Yu Hua’s Brothers is one of the best ways to understand the development of Chinese business. More readable and funny than most books about business, it really gets inside how Chinese entrepreneurs have built businesses as opportunities opened up after the Maoist era.

To feel what it is like for our young students who come to us from the China Agricultural University in Beijing, I found Xiaolu Guo’s novel 20 Fragments of a Ravenous Youth illuminating. This slim volume captures the excitement and bleakness of youth in the big cities. She paints universal and specifically Chinese qualities of youth with a freshness and insight which makes her one of my favourite contemporary novelists. In fact, read this one even if you’re not going to China because it’s good.

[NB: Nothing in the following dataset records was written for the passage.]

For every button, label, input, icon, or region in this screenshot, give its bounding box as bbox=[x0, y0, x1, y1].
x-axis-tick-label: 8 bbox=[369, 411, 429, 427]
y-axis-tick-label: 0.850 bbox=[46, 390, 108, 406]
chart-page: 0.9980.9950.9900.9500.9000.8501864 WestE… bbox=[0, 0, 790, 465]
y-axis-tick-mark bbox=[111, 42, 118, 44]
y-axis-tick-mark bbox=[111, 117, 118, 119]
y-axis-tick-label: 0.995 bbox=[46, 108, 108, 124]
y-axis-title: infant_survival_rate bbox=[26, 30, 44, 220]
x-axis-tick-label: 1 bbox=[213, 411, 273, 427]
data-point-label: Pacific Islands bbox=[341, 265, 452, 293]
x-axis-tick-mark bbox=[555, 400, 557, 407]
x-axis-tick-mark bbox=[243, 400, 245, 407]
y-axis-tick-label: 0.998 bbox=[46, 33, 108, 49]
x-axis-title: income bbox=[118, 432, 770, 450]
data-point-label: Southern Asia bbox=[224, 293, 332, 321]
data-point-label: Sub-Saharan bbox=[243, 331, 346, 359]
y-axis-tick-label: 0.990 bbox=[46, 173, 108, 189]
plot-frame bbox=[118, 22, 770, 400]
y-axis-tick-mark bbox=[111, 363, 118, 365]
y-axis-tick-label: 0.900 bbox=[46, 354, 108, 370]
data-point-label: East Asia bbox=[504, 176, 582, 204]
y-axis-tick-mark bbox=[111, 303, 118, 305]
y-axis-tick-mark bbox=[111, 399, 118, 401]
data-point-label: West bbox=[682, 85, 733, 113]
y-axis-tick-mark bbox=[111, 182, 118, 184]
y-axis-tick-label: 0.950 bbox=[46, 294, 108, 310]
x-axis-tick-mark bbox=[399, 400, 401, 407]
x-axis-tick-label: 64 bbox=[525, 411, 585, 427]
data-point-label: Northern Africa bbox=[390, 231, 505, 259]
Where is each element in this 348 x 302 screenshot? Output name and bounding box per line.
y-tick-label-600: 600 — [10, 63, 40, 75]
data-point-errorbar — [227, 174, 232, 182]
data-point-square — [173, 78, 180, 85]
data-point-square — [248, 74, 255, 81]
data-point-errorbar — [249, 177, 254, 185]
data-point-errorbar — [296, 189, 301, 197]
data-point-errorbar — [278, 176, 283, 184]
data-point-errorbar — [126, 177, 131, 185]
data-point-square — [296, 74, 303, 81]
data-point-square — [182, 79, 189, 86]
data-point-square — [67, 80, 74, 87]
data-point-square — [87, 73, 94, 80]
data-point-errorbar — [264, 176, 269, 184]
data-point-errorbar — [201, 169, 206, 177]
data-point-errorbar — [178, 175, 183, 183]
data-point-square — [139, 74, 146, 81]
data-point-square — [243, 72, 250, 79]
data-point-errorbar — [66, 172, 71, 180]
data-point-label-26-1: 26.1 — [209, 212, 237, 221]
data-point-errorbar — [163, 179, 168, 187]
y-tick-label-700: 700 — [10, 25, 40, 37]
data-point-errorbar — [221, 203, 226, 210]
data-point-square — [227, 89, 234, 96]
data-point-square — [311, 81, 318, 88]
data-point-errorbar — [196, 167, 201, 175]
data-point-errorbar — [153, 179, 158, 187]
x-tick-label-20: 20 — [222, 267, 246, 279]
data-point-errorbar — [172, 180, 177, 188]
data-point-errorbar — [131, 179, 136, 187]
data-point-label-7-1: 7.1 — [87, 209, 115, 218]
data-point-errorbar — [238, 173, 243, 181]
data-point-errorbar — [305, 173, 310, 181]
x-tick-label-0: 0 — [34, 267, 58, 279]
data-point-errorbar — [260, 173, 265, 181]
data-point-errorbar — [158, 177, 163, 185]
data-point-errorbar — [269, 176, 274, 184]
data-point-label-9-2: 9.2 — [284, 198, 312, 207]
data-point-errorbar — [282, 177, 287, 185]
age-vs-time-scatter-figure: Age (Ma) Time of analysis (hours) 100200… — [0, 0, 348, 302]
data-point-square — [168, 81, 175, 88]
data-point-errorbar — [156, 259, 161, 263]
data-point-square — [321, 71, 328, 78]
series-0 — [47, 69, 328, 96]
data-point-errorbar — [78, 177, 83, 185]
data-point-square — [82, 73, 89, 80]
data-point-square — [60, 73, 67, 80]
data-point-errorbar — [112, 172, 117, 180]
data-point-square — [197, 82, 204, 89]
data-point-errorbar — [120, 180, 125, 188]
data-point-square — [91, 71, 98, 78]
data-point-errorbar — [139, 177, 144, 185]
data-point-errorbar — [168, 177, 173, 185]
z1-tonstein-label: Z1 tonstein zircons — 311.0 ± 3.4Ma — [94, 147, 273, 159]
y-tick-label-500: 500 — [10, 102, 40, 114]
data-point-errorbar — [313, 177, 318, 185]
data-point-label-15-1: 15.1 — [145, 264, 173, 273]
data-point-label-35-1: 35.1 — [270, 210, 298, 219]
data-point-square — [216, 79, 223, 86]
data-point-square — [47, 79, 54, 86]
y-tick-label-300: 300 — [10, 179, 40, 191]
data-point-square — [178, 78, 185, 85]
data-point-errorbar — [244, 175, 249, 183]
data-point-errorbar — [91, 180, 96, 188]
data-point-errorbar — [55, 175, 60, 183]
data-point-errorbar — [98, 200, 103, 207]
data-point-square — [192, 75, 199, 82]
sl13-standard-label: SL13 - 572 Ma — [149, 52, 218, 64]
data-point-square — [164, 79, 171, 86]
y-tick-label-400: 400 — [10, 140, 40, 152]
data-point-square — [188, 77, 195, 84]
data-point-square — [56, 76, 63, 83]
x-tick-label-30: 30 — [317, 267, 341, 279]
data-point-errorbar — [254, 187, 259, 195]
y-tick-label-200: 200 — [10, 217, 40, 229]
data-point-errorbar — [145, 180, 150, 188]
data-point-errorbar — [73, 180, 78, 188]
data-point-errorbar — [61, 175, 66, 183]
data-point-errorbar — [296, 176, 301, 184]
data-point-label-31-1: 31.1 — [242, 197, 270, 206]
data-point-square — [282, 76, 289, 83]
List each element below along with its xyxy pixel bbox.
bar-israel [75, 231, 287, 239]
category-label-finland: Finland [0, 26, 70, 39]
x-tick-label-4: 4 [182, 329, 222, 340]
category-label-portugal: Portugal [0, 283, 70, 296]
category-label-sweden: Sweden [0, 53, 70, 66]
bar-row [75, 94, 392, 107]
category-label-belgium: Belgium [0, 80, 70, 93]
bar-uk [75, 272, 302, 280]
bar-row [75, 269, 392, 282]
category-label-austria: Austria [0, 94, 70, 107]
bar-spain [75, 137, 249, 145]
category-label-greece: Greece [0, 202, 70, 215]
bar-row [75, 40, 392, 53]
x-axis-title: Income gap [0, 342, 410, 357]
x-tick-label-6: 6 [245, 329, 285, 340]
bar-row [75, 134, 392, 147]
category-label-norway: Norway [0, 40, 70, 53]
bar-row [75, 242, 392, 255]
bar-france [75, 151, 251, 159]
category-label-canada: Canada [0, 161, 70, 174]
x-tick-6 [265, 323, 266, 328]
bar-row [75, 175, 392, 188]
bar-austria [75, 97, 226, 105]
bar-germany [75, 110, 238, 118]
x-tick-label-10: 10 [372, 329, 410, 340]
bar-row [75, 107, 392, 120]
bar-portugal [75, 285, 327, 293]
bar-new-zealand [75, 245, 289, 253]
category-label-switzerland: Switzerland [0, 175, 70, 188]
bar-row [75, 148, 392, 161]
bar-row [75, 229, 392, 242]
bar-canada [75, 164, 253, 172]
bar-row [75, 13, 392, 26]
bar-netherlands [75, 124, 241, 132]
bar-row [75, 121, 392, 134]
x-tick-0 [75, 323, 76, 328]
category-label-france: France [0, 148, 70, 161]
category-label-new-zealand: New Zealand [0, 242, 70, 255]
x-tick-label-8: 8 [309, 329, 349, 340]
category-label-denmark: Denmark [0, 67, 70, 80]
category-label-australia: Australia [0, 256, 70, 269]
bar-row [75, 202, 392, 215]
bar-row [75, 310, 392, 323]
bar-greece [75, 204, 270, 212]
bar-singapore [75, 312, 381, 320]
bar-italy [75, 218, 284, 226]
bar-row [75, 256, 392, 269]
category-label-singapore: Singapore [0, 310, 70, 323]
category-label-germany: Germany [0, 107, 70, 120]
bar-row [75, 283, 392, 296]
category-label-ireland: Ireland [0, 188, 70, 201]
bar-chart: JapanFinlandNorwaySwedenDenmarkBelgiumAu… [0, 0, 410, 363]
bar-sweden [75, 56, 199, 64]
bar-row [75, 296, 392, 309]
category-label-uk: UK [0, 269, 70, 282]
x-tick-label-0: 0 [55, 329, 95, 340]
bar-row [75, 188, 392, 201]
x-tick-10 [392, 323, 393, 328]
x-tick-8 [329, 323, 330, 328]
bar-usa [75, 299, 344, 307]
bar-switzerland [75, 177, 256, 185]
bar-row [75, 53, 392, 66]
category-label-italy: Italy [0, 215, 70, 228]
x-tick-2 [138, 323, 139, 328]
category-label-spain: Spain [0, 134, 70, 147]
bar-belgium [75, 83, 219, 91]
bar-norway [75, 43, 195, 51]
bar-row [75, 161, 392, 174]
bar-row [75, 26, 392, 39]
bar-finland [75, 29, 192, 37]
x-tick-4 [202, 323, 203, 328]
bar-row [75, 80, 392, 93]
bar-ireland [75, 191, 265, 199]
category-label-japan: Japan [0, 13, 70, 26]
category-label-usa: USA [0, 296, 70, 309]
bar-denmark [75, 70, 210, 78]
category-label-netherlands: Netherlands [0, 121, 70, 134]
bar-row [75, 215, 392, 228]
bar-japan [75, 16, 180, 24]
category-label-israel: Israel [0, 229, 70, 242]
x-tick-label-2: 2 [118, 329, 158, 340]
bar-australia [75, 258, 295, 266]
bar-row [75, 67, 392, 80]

In all these books, you get into the hearts as well as the minds of the characters and you get into the heart of the country. It’s not just about knowing or even understanding, it’s about feeling what it is like. If students referenced novels in their assessment of a country for a market entry strategy, they wouldn’t get a very high mark but that’s the paper exercise. Once you’re ready to get on the plane to make the contacts and build the business relationships, then the human feeling and insight become more important: my case for reading novels on your flight.

So what, I’m wondering, would I recommend to someone coming to Britain to do business? That’s harder with a much wider choice than my stock of Chinese novels and a lack of perspective on what people need to feel and understand about us. Any suggestions?

About the Author: Elizabeth Parkin
Elizabeth had a 25 year career in management before joining the University seven years ago as Manager for “Pod” Programmes. She also held the post of MBA Academic Director before moving on to becoming Head of Department for Management and Business Systems.

8 comments:

  1. Love this....like always you provoke with conviction. So here are my first 'feelings' on reading this:

    Our curriculum strategy-why do we just teach business and it's allied functions on the classic MBA-why not other sources of inspiration that help u gain a new perspective on Business-art, sport, films, fiction etc?

    Ending on a personal note-I mostly strategise on the plane using my conversations with strangers (yes I seem to connect with total strangers), novels and writings that merge history with fiction particularly those based in old HK, Japan and China(why I don't know!) as a collective source for new imaginations!

    More later!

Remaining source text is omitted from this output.